Players.bio is a large online platform sharing the best live coverage of your favourite sports: Football, Golf, Rugby, Cricket, F1, Boxing, NFL, NBA, plus the latest sports news, transfers & scores. Exclusive interviews, fresh photos and videos, breaking news. Stay tuned to know everything you wish about your favorite stars 24/7. Check our daily updates and make sure you don't miss anything about celebrities' lives.

Contacts

  • Owner: SNOWLAND s.r.o.
  • Registration certificate 06691200
  • 16200, Na okraji 381/41, Veleslavín, 162 00 Praha 6
  • Czech Republic

Allianz League: Will Division 1 retain its lustre?

The last decade has marked the glory days of the Allianz Football League.

An antiquated and unsatisfying championship structure left people yearning for more competitive games between teams of equivalent standard, which the once unfashionable league provided week on week.

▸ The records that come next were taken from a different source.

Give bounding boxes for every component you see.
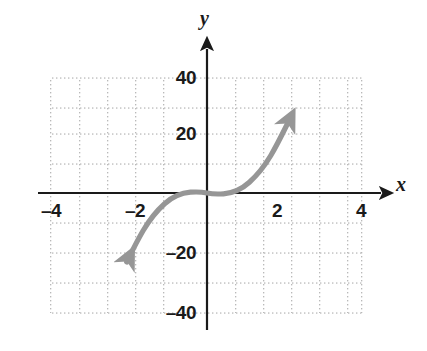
cubic-function-graph: –4 –2 2 4 40 20 –20 –40 x y [0, 0, 427, 351]
y-tick-label-minus20: –20 [140, 242, 196, 264]
x-tick-label-4: 4 [356, 200, 366, 222]
graph-canvas [0, 0, 427, 351]
y-tick-label-minus40: –40 [140, 302, 196, 324]
y-axis-label: y [200, 7, 209, 30]
x-tick-label-minus4: –4 [41, 200, 61, 222]
y-tick-label-20: 20 [140, 123, 196, 145]
x-tick-label-minus2: –2 [125, 200, 145, 222]
y-tick-label-40: 40 [140, 67, 196, 89]
x-tick-label-2: 2 [272, 200, 282, 222]
x-axis-label: x [396, 173, 406, 196]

This went hand in hand with an elite breakaway in the sport, where the gap between All-Ireland contenders and even those in the middle tier became a chasm.

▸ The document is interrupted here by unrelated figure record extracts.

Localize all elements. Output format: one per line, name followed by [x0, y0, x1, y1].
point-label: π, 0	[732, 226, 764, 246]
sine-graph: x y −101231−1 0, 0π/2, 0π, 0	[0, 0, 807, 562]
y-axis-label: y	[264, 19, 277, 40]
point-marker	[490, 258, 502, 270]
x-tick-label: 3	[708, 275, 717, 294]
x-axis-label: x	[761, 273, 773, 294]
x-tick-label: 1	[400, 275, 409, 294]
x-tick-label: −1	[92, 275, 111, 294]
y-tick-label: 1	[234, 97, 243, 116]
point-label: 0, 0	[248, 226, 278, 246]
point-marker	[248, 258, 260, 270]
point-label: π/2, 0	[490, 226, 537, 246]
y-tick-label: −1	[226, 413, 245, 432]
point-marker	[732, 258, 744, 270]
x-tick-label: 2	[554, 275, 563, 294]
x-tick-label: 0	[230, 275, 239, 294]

In the first year of Jack O'Connor's first term as Kerry manager in 2004, his team won a league and championship double but needed a replay to get past Limerick in the Munster final.

Last year, in the midst of achieving another double, they again faced Limerick, just promoted from Division 3, in the provincial decider. The gap this time was 23 points.

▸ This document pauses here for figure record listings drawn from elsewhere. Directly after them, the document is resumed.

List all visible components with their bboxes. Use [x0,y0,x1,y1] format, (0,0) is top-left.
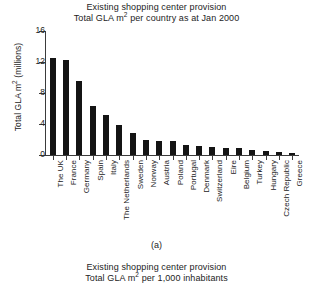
x-axis-tick-label: Italy [109,160,118,175]
bar [116,125,122,155]
x-axis-tick [186,156,187,160]
x-axis-tick-label: Eire [229,160,238,174]
x-axis-tick [173,156,174,160]
x-axis-tick-label: Portugal [189,160,198,190]
bar [63,60,69,155]
x-axis-tick-label: Poland [176,160,185,185]
x-axis-tick-label: Czech Republic [282,160,291,217]
bar-series [46,31,299,155]
x-axis-tick-label: Spain [96,160,105,181]
y-axis-tick-label: 0 [11,149,45,159]
bar-chart-figure: Total GLA m2 (millions) 0481216 The UKFr… [0,26,313,236]
x-axis-tick [93,156,94,160]
x-axis-tick-label: Belgium [242,160,251,189]
x-axis-tick-label: The UK [56,160,65,187]
bottom-title-line-2-pre: Total GLA m [85,273,135,283]
x-axis-tick [199,156,200,160]
bottom-title-line-2-post: per 1,000 inhabitants [139,273,228,283]
bar [249,150,255,155]
x-axis-tick-label: Norway [149,160,158,187]
bottom-title-line-1: Existing shopping center provision [0,262,313,273]
x-axis-tick [212,156,213,160]
x-axis-tick [79,156,80,160]
bar [156,141,162,155]
x-axis-tick [106,156,107,160]
x-axis-tick-label: Hungary [269,160,278,191]
x-axis-tick [53,156,54,160]
x-axis-tick [279,156,280,160]
bar [143,140,149,155]
x-axis-tick [133,156,134,160]
y-axis-tick-label: 12 [11,56,45,66]
top-title-line-2-pre: Total GLA m [74,13,124,23]
bar [236,148,242,155]
figure-caption-a: (a) [0,240,313,250]
x-axis-tick [292,156,293,160]
bar [50,58,56,155]
bottom-title-line-2: Total GLA m2 per 1,000 inhabitants [0,273,313,284]
x-axis-tick [119,156,120,160]
y-axis-ticks: 0481216 [0,26,45,166]
top-title-line-2: Total GLA m2 per country as at Jan 2000 [0,13,313,24]
x-axis-tick-label: Austria [162,160,171,185]
bar [276,152,282,155]
x-axis-tick [252,156,253,160]
x-axis-tick [239,156,240,160]
x-axis-tick-label: Germany [82,160,91,193]
bar [76,81,82,155]
top-title-line-2-post: per country as at Jan 2000 [128,13,240,23]
y-axis-tick-label: 16 [11,25,45,35]
x-axis-tick-label: Turkey [255,160,264,184]
x-axis-tick-label: Sweden [136,160,145,189]
x-axis-tick-label: Switzerland [215,160,224,202]
bar [183,145,189,155]
bar [90,106,96,155]
x-axis-tick-label: France [69,160,78,185]
x-axis-tick [159,156,160,160]
bar [289,153,295,155]
bar [103,115,109,155]
x-axis-tick [226,156,227,160]
bar [130,133,136,155]
y-axis-tick-label: 4 [11,118,45,128]
bar [223,148,229,155]
bar [263,151,269,155]
x-axis-tick [146,156,147,160]
bar [170,141,176,155]
top-title-line-1: Existing shopping center provision [0,2,313,13]
x-axis-tick-label: Denmark [202,160,211,193]
x-axis-tick-label: Greece [295,160,304,187]
x-axis-tick [266,156,267,160]
bar [209,147,215,155]
x-axis-tick-labels: The UKFranceGermanySpainItalyThe Netherl… [45,160,300,240]
top-chart-title: Existing shopping center provision Total… [0,2,313,24]
x-axis-tick [66,156,67,160]
bar [196,146,202,155]
y-axis-tick-label: 8 [11,87,45,97]
bottom-chart-title: Existing shopping center provision Total… [0,262,313,284]
x-axis-tick-label: The Netherlands [122,160,131,220]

Ironically, the post-2008 league format may have played a large part in engendering this elite breakaway in the 2010s. After years/decades of tricking about with various convoluted Division 1A and Division 1B arrangements, pushing the reset button on the structure every couple of years, the GAA switched to the more intuitively conventional 'four-divisions-of-eight-based-on-performance' format in the late noughties.

As Kieran Shannon noted in the RTÉ GAA podcast last year, by hot-housing the best teams in an eight-team top tier, the "mid-cut talent" in the inter-county scene were cut adrift. Soon, the like of Wexford's run to the semi-final in 2008 would become a fantasy.

The corollary of this was that the league increased in gravitas. This year, however, we have a new championship programme, bulging at the seams with games.

The hurling league has been reduced to a series of rinky dink challenge matches, of minimal relevance to what transpires later in the year.